One of the most defining characteristics between DC and Marvel comic books is the settings used for the narratives. From its early days, DC chose mostly fictional urban centers like Metropolis and Gotham City to tell of the exploits of Superman and Batman, while Marvel initially hinted at real locations before setting its tales in existing sites, which included plenty of New Jersey cities.
If we examine the first issue of Captain America comics, cover-dated March 1941 but published in December 1940, the second story about the title character’s exploits, “Case No. 2,” opens with two self-proclaimed psychics predicting the destruction by saboteurs of Fort Bix, a thinly disguised version of New Jersey’s Fort Dix. When the tale was retold in the April 1965 issue of Tales of Suspense, the army base was rechristened Fort Lehigh and relocated to Virginia. It recently moved back to New Jersey under its new name in the Marvel Cinematic Universe.
In 1945, the original Human Torch and Sub-Mariner each took their crime-fighting talents to Atlantic City where, respectively, they solved a rash of hotel burglaries and thwarted a murder attempt. By 1979, New Yorker Tony Stark and his armor-clad alter ego Iron Man visited the New Jersey resort only to find three of his foes planning a heist. The cover of Iron Man #123 celebrated the advent of the city’s casino era by depicting the title character facing his opponents on a giant roulette wheel.
By the 1980s, several of Stark’s companions in the Avengers also found their way to the Garden State, particularly Bergen County, what online sources today identify as one of the wealthiest in the state. The comics’ use of actual locations and details of the residences of characters provided a social/economic fabric that helped create a sense of realism and identification for readers.
Husband and wife Henry Pym and Janet Van Dyne, better known as Ant-Man and the Wasp when they joined the Avengers, settled in at the Van Dyne mansion in the Bergen County town of Cresskill, which the Niche website notes “is a suburb of New York city…and is one of the best places to live in New Jersey.”
The 1983 Official Handbook of the Marvel Universe identified Cresskill as the birthplace of Van Dyne, a millionaire heiress, and Avengers #212 places the mansion in “the wealthiest part of Cresskill…” The town also served as the site of Pym’s laboratories over the years.
Another Bergen town, the Borough of Leonia, was home to Scarlet Witch and Vision in the 1980s. In the first issue of the couple’s limited series in 1982, the town is described as “just fifteen minutes from the George Washington Bridge [and] known as a haven for New York City executives…”
While Leonia may be in one of the state’s wealthiest counties, Scarlet Witch and Vision’s dwelling is referred to in Dr. Strange Vol. 2 #60 as a “modest house.” After the birth of their children, however, the couple relocated to Cresskill.
Other New Jersey characters in Marvel comics include Simon Williams, a.k.a. Wonder Man, who was born in Patterson, and the Robert Louis Stevenson-inspired Mr. Hyde, a villain who was born in Trenton and executed one of his schemes off the coast of Sandy Hook.
Even the New Jersey Palisades, the steep cliffs on the lower end of the Hudson River, make a series of appearances, beginning with one panel in 1963’s Fantastic Four #18, in which an alien Super Skrull reaches from Manhattan to the Palisades to grab a piece of the cliffs.
Two years later, the site housed the villainous Owl’s headquarters, which was described in Daredevil #3: “across the Hudson, perched high above the Palisades cliffs, is one of the strangest residences in the nation.” That same year, the Palisades was also the location of the castle of Count Nefaria in an Avengers issue.
By 2001, according to the Marvel Database, the Fantastic Four were camping in the Pine Barrens in a Jersey Devil tale. Thor and Dr. Strange also visited there.
In 2008, Iron Man returned to South Jersey while battling the Super Skrulls. He made a stop at the Salem Nuclear Power Plant, harnessing its power in order to sufficiently defeat the alien invaders. Maybe his next visit to this area won’t take another 29 years.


__YOUR INSTRUCTIONS__
Hand back the entries below exactly.

__DATA SUPPLIED__
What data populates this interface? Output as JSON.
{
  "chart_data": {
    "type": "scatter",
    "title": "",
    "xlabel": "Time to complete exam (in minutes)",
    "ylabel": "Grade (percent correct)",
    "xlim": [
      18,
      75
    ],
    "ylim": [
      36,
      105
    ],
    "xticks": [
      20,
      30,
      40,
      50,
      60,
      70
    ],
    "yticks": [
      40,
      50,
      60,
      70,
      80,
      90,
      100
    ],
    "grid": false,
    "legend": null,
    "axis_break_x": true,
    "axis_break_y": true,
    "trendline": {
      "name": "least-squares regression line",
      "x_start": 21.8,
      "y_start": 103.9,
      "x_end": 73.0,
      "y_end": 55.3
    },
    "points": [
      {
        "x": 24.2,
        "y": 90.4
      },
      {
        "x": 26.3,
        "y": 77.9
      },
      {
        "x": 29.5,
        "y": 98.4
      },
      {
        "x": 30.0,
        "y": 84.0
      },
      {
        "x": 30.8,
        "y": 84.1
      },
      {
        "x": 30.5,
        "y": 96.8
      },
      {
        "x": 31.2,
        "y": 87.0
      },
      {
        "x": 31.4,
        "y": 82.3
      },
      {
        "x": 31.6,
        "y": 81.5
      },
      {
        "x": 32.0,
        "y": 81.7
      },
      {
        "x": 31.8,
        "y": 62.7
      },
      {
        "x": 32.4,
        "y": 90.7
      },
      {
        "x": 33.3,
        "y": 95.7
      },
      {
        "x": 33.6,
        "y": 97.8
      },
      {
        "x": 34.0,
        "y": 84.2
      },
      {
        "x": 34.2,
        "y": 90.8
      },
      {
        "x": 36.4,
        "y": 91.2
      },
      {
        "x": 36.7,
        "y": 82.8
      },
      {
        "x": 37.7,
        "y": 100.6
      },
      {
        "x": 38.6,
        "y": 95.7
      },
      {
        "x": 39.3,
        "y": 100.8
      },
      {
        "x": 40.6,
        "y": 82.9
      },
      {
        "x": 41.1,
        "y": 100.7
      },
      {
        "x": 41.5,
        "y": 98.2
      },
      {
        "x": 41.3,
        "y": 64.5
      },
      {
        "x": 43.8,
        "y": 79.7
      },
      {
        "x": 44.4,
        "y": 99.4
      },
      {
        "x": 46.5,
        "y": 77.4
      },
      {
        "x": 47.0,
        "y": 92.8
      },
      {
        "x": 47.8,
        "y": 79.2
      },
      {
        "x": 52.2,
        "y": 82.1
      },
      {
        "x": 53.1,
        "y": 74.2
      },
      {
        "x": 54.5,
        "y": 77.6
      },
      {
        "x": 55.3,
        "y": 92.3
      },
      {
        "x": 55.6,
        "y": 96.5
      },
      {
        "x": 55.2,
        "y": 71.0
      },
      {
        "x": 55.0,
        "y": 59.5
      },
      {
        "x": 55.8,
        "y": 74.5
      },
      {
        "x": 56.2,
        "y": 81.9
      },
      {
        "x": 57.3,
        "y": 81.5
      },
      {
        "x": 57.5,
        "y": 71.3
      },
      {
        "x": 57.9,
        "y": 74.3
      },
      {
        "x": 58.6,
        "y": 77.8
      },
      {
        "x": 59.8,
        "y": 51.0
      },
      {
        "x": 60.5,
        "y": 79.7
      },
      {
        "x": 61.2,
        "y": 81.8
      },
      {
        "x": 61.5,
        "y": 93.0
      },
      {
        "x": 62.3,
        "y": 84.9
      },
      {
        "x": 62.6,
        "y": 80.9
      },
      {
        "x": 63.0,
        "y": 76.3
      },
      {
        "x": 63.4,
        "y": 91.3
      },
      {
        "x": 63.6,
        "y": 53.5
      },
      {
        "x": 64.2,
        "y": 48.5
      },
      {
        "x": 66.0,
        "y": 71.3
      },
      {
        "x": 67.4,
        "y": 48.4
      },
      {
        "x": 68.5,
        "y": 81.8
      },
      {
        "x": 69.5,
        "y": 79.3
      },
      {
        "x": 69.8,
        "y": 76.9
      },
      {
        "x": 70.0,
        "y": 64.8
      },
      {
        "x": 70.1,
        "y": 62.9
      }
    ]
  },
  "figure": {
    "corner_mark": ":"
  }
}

__COMPLETED TASK__
What data populates this interface? Output as JSON.
{
  "chart_data": {
    "type": "scatter",
    "title": "",
    "xlabel": "Time to complete exam (in minutes)",
    "ylabel": "Grade (percent correct)",
    "xlim": [
      18,
      75
    ],
    "ylim": [
      36,
      105
    ],
    "xticks": [
      20,
      30,
      40,
      50,
      60,
      70
    ],
    "yticks": [
      40,
      50,
      60,
      70,
      80,
      90,
      100
    ],
    "grid": false,
    "legend": null,
    "axis_break_x": true,
    "axis_break_y": true,
    "trendline": {
      "name": "least-squares regression line",
      "x_start": 21.8,
      "y_start": 103.9,
      "x_end": 73.0,
      "y_end": 55.3
    },
    "points": [
      {
        "x": 24.2,
        "y": 90.4
      },
      {
        "x": 26.3,
        "y": 77.9
      },
      {
        "x": 29.5,
        "y": 98.4
      },
      {
        "x": 30.0,
        "y": 84.0
      },
      {
        "x": 30.8,
        "y": 84.1
      },
      {
        "x": 30.5,
        "y": 96.8
      },
      {
        "x": 31.2,
        "y": 87.0
      },
      {
        "x": 31.4,
        "y": 82.3
      },
      {
        "x": 31.6,
        "y": 81.5
      },
      {
        "x": 32.0,
        "y": 81.7
      },
      {
        "x": 31.8,
        "y": 62.7
      },
      {
        "x": 32.4,
        "y": 90.7
      },
      {
        "x": 33.3,
        "y": 95.7
      },
      {
        "x": 33.6,
        "y": 97.8
      },
      {
        "x": 34.0,
        "y": 84.2
      },
      {
        "x": 34.2,
        "y": 90.8
      },
      {
        "x": 36.4,
        "y": 91.2
      },
      {
        "x": 36.7,
        "y": 82.8
      },
      {
        "x": 37.7,
        "y": 100.6
      },
      {
        "x": 38.6,
        "y": 95.7
      },
      {
        "x": 39.3,
        "y": 100.8
      },
      {
        "x": 40.6,
        "y": 82.9
      },
      {
        "x": 41.1,
        "y": 100.7
      },
      {
        "x": 41.5,
        "y": 98.2
      },
      {
        "x": 41.3,
        "y": 64.5
      },
      {
        "x": 43.8,
        "y": 79.7
      },
      {
        "x": 44.4,
        "y": 99.4
      },
      {
        "x": 46.5,
        "y": 77.4
      },
      {
        "x": 47.0,
        "y": 92.8
      },
      {
        "x": 47.8,
        "y": 79.2
      },
      {
        "x": 52.2,
        "y": 82.1
      },
      {
        "x": 53.1,
        "y": 74.2
      },
      {
        "x": 54.5,
        "y": 77.6
      },
      {
        "x": 55.3,
        "y": 92.3
      },
      {
        "x": 55.6,
        "y": 96.5
      },
      {
        "x": 55.2,
        "y": 71.0
      },
      {
        "x": 55.0,
        "y": 59.5
      },
      {
        "x": 55.8,
        "y": 74.5
      },
      {
        "x": 56.2,
        "y": 81.9
      },
      {
        "x": 57.3,
        "y": 81.5
      },
      {
        "x": 57.5,
        "y": 71.3
      },
      {
        "x": 57.9,
        "y": 74.3
      },
      {
        "x": 58.6,
        "y": 77.8
      },
      {
        "x": 59.8,
        "y": 51.0
      },
      {
        "x": 60.5,
        "y": 79.7
      },
      {
        "x": 61.2,
        "y": 81.8
      },
      {
        "x": 61.5,
        "y": 93.0
      },
      {
        "x": 62.3,
        "y": 84.9
      },
      {
        "x": 62.6,
        "y": 80.9
      },
      {
        "x": 63.0,
        "y": 76.3
      },
      {
        "x": 63.4,
        "y": 91.3
      },
      {
        "x": 63.6,
        "y": 53.5
      },
      {
        "x": 64.2,
        "y": 48.5
      },
      {
        "x": 66.0,
        "y": 71.3
      },
      {
        "x": 67.4,
        "y": 48.4
      },
      {
        "x": 68.5,
        "y": 81.8
      },
      {
        "x": 69.5,
        "y": 79.3
      },
      {
        "x": 69.8,
        "y": 76.9
      },
      {
        "x": 70.0,
        "y": 64.8
      },
      {
        "x": 70.1,
        "y": 62.9
      }
    ]
  },
  "figure": {
    "corner_mark": ":"
  }
}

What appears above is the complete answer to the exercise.